Willem de Kooning at Gallerie dell'Accademia in Venice
For a man who said 'flesh is the reason oil paint was invented', it's hardly surprising that Willem de Kooning is the Abstract Expressionist painter most associated with the figure—specifically the female figure—but much of his work was also closely connected to nature.
Three of the Dutch-American artist's most famous 'abstract pastoral landscape' paintings, borrowed from major New York museums, will hang together for the first time in an exhibition at the Gallerie dell'Accademia during the 60th Venice Biennale (20 April–24 November 2024).
Seeing these canvases reunited allows us to look at them anew. Where do these images sit within the context of de Kooning's oeuvre, and what do they look like now amid the onslaught of contemporary painting seen in recent years?
Painted after returning from a trip to Italy, de Kooning's images reference specific places alluded to in their titles: A Tree in Naples, Villa Borghese, and Door to the River (all 1960). In the preceding years, he had started to move away from the figure towards more abstract compositions. The use of wider brushes emerges, bringing with it a new-found openness and clarity. De Kooning did not view these paintings as a departure from the figure though, famously remarking to Thomas B. Hess in 1953 that 'the landscape is in the Woman, and there is Woman in the landscapes'.
He still made figurative works on paper alongside these paintings during this period and his treatment of both subjects is similar: shape, form, and colour are manipulated with loose energetic brushstrokes. Splattered paint reveals the speed of application and although de Kooning famously sat for hours at a time pondering his next move, the sensation takes precedence over detail.

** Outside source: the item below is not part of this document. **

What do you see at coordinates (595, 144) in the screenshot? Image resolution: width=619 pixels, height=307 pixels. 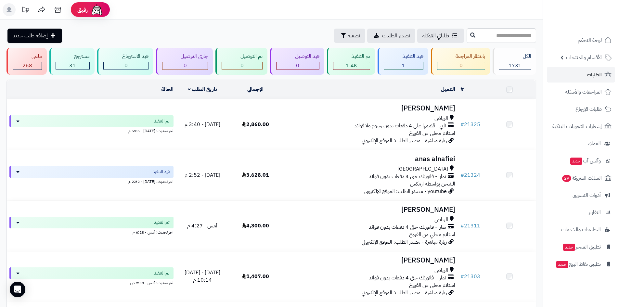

The more restrained palette of Door to the River and Villa Borghese invokes a feeling of space and light synonymous with the outdoors. These images encapsulate the point at which de Kooning starts to work with more freedom and anticipates his pared-back flowing compositions made later in his life.
There is a joyfulness to these paintings but the thick fleshy texture that disappears later remains intact. De Kooning told David Sylvester in 1960, 'I get freer. I feel I am getting more to myself in the sense of, I have all my forces ... I have this sort of feeling that I am all there now.'
De Kooning's influence can be felt across painting today. It is seen in the restless fleshy works of Cecily Brown, and the emotive abstract paintings by Catherine Goodman shown at Hauser & Wirth in Los Angeles recently. Christopher Wool and Albert Oehlen are considered to be two of the most important exponents of abstraction over the last few decades, and de Kooning is at the heart of so much of their practice—from the looping line to the boldness of brushstrokes and the depth of atmosphere conjured from this alchemical medium.
Having so many contemporary painters borrowing from him stylistically imbues his paintings with a freshness today. If an artist can be measured by their influence on future generations then de Kooning is winning.—[O]
Main image: Exhibition view: Willem de Kooning and Italy, Gallerie dell'Accademia, Venice, 2024. Photograph by Matteo de Fina, 2024. © 2024 The Willem de Kooning Foundation, SIAE.